Raimondo was really, our submission would be, a case where it was spoken of as a slight risk; there was a slight risk of injury, but that was, of course, before Shirt v Wyong Shire Council which used the phrase “far‑fetched and fanciful”.
TOOHEY J: But what I am not clear about, Mr Richardson, are you saying that in Raimondo the statement of principle is wrong or that courts are not applying it properly or are you saying something else?
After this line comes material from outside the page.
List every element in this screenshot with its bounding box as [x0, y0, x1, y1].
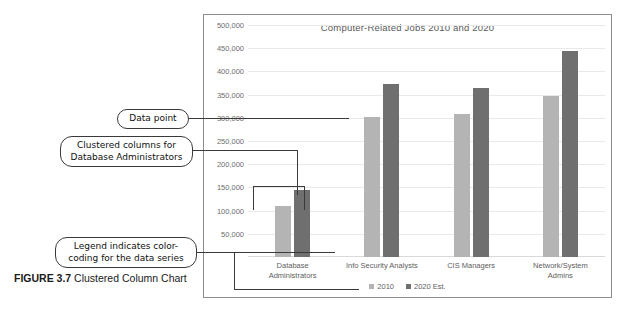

MR RICHARDSON: I think I am saying this, your Honour, that it is not really clear from Raimondo what the ratio is. There are statements of principle which one could not criticise early in the judgment but the ratio is not entirely clear, having regard to the statements of principle that already apply, and my submission is that courts are applying Raimondo in situations which subsequent law indicates they simply should not be doing so. Whether they are correctly applying Raimondo or not is a matter for debate.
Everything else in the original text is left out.